**Requirement:**
Copy the listing in full and exactly, omitting its images.

**Provided data:**

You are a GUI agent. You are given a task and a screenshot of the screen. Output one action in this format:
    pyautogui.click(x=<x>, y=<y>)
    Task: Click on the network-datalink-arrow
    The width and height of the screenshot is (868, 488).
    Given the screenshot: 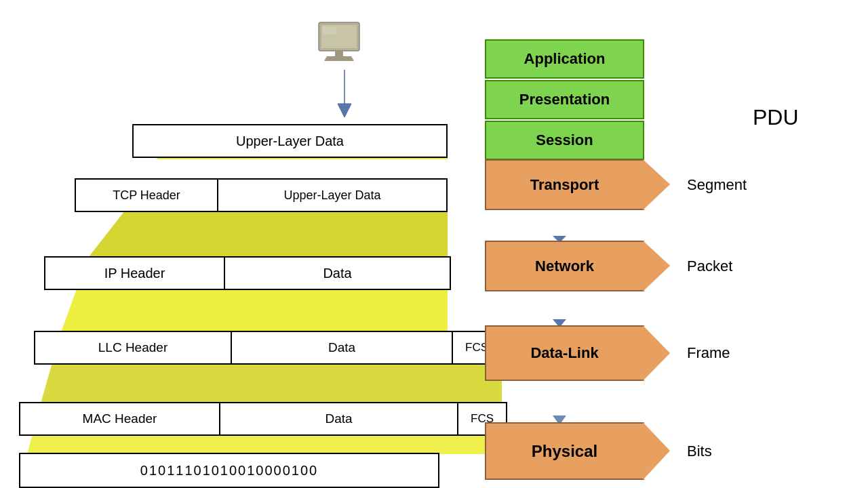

**Your solution:**
You are a GUI agent. You are given a task and a screenshot of the screen. Output one action in this format:
    pyautogui.click(x=<x>, y=<y>)
    Task: Click on the network-datalink-arrow
    The width and height of the screenshot is (868, 488).
    Given the screenshot: 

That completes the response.